Written by Edward Lee

Published by Leisure Books


I feel like maybe I’m too harsh on Edward Lee. His last release through Leisure, Flesh Gothic, was actually pretty good, as you can tell by my of it. So I went into The Backwoods thinking that maybe it would be even better, finally up to the hype that’s been around the man for far too long.

Sadly, such was not the case, and to be honest I think The Backwoods might be the worst thing he’s ever had published, at least of the few that I’ve read.

The story follows Patricia, a successful attorney in Washington, D.C., who is forced to head back to her hometown of Agan’s Point, Virginia when her sister’s husband dies. She does it for her sister, Judy, as her now-dead husband was a complete prick that everyone in town hated except for poor Judy who married him. So Patricia leaves her loving husband behind and makes the drive back to the town where the worst experience of her life, being raped at the age of 16, occurred.

She’s got some issues to get through, obviously, but pretty much the moment she arrives she starts having increasingly racy fantasies about the handyman, Ernie, who’s had a crush on her since grade school. Meanwhile, the strange group of gypsy-like people (Squatters) who live on Judy’s land and work the shrimp boats for her, start either disappearing or dying in horrific ways, but then so do some of the more despicable citizens of the town in incredibly strange ways: one man is found without a single drop of blood I his body and no signs of anything that would’ve taken it out, another suddenly looses all the organs in his body. This interesting method of dispatching the bad guys eventually becomes the only thing of any interest or value in the entire story, and since the deaths are spaced out over 300+ pages, the stuff in between is difficult to get through.

One of the many problems I had, aside from Lee’s inability to tell a cohesive story without going inside the character’s heads to tell us the same things over and over again, is that from the get-go you know why the Squatters are dying, and it’s so very 80’s horror movie it hurts. It’s all because an evil land developer wants to build condos where the Squatters live, but since Judy won’t sell if the Squatters are still there, he has to have them killed. This eliminates about 85% of the tension and mystery that could come from the story, as does the establishment that one of the town’s cops is crooked within the first few pages. So what we’re left with is page after page after page of Edward Lee describing the sexual fantasies that Patricia can’t seem to control, with a bit of bloodshed mixed it to keep it out of the purely erotic category, and planted somewhere near erotic horror.

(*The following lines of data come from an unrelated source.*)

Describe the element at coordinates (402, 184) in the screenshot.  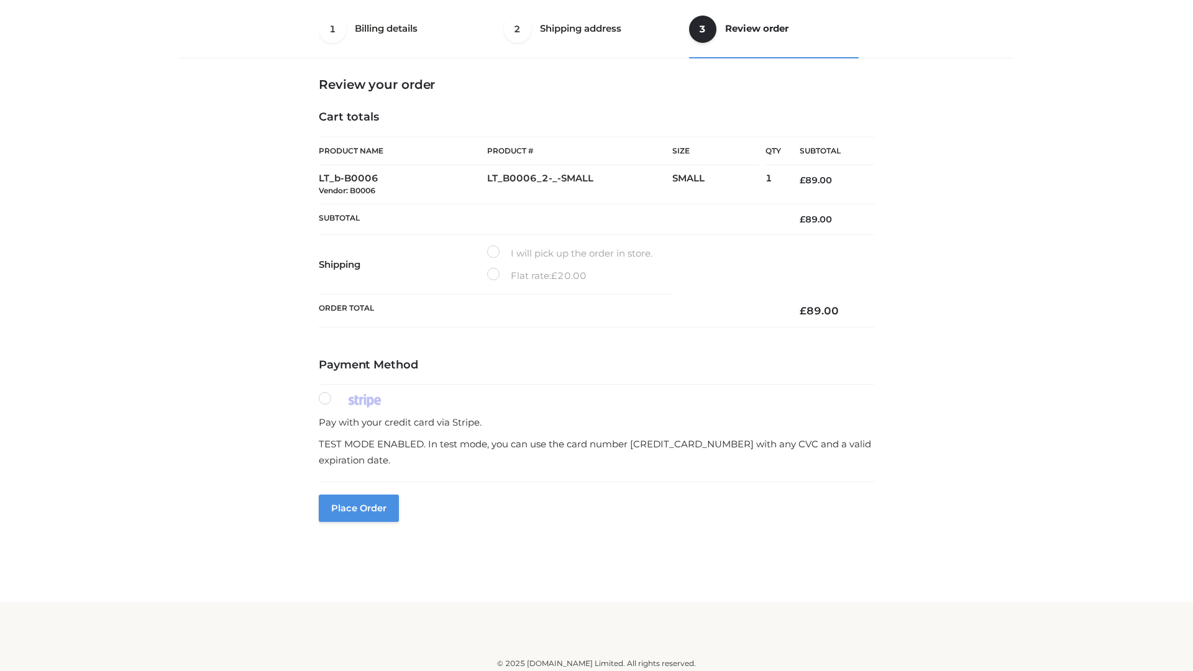
I see `td: LT_b-B0006` at that location.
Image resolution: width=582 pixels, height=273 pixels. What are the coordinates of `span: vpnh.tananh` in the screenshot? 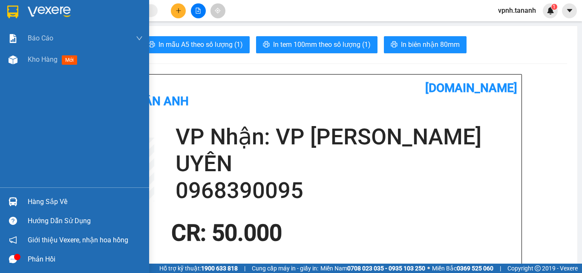 It's located at (517, 10).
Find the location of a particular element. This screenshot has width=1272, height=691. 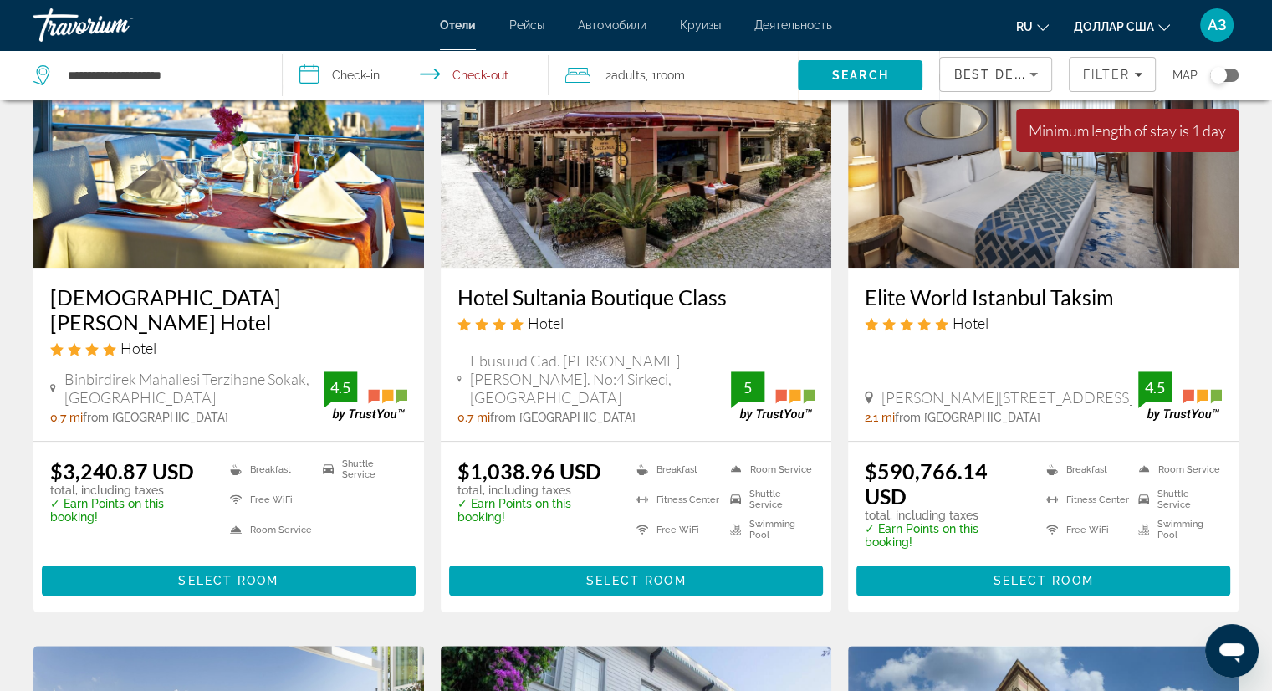

font: Рейсы is located at coordinates (527, 25).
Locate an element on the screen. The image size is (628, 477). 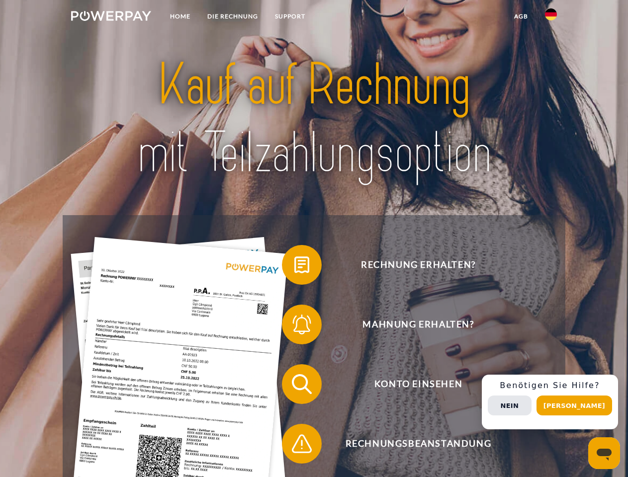
a: Rechnungsbeanstandung is located at coordinates (411, 444).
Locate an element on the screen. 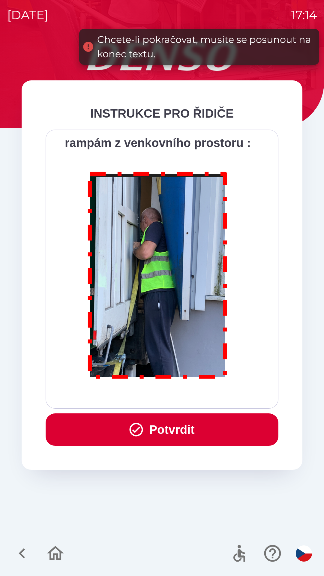 This screenshot has height=576, width=324. img: cs flag is located at coordinates (304, 554).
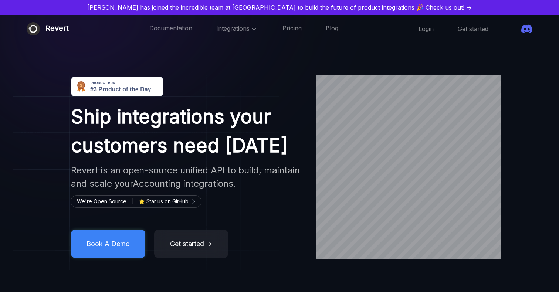 The height and width of the screenshot is (292, 559). What do you see at coordinates (171, 29) in the screenshot?
I see `a: Documentation` at bounding box center [171, 29].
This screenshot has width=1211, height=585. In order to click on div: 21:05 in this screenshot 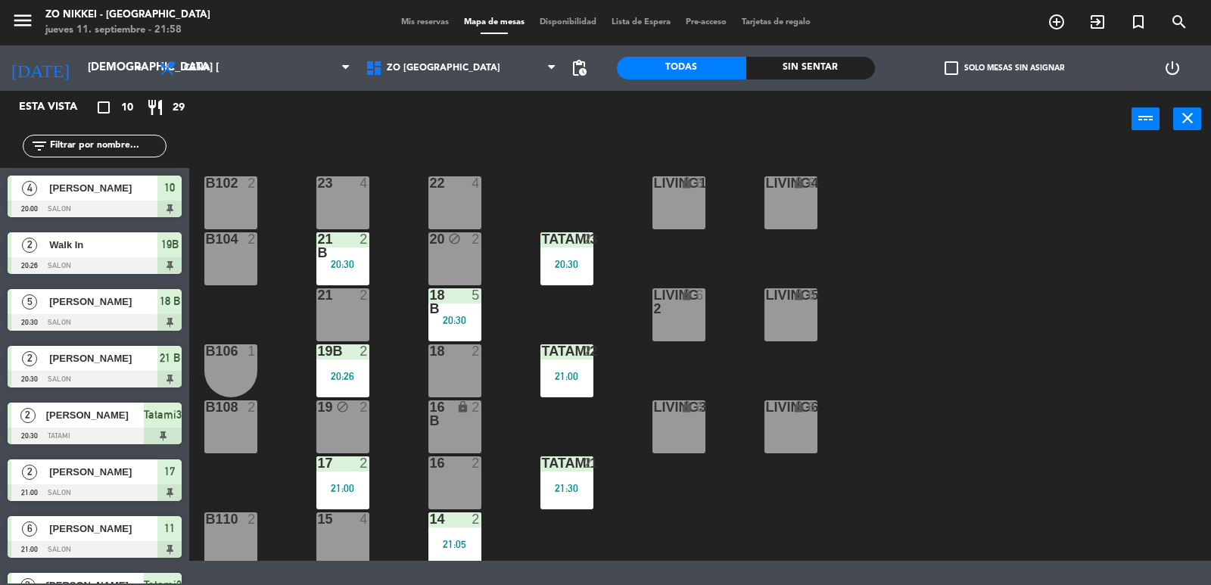, I will do `click(455, 544)`.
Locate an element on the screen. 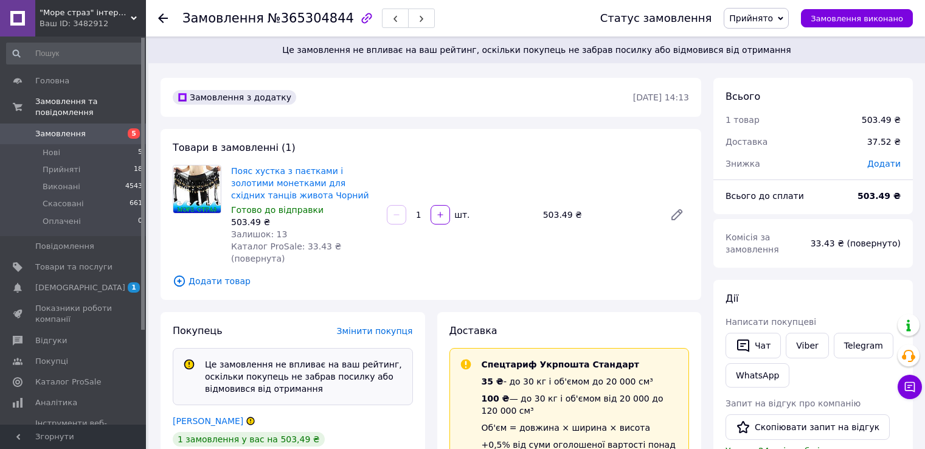 Image resolution: width=925 pixels, height=449 pixels. img: Пояс хустка з паєтками і золотими монетками для східних танців живота Чорний is located at coordinates (197, 189).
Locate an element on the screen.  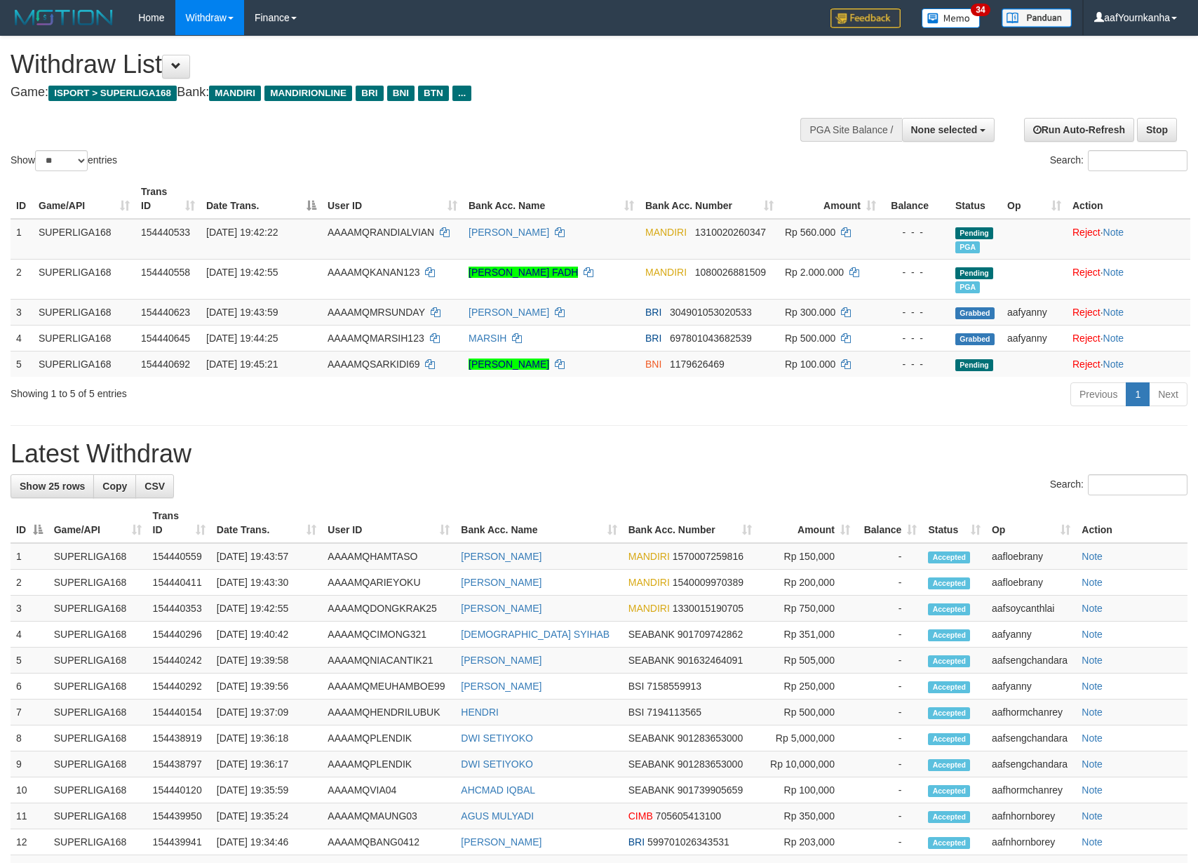
td: 154438797 is located at coordinates (179, 764).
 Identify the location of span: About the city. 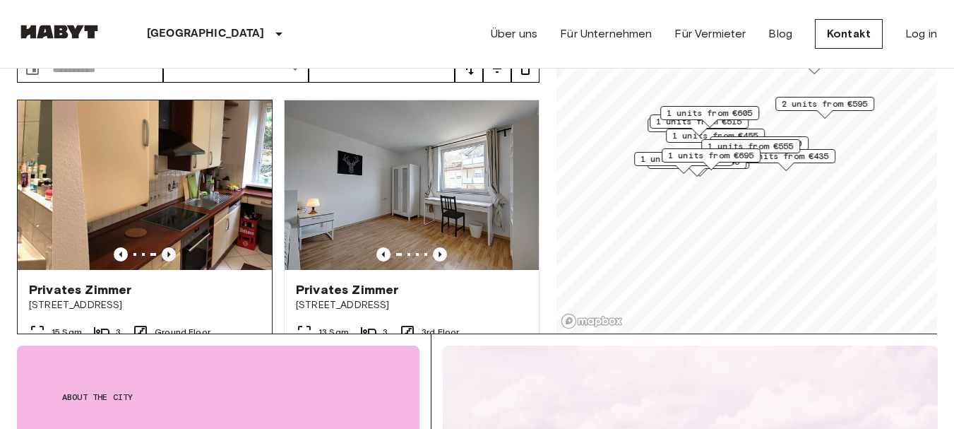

And it’s so damn boring. Page after page of titillating prose might be great for a housewife with an unloving husband reading romance novels, but when I sit down with a horror novel I want some horror, damnit. That coupled with Lee’s inherit inability to make any of his characters actually seem real made The Backwoods a chore to get through. I’ve even say that his Infernal books were better than this, because at least he went over the top with the gore. Backwoods just seemed to me to be a book from a man quickly running out of interesting ideas.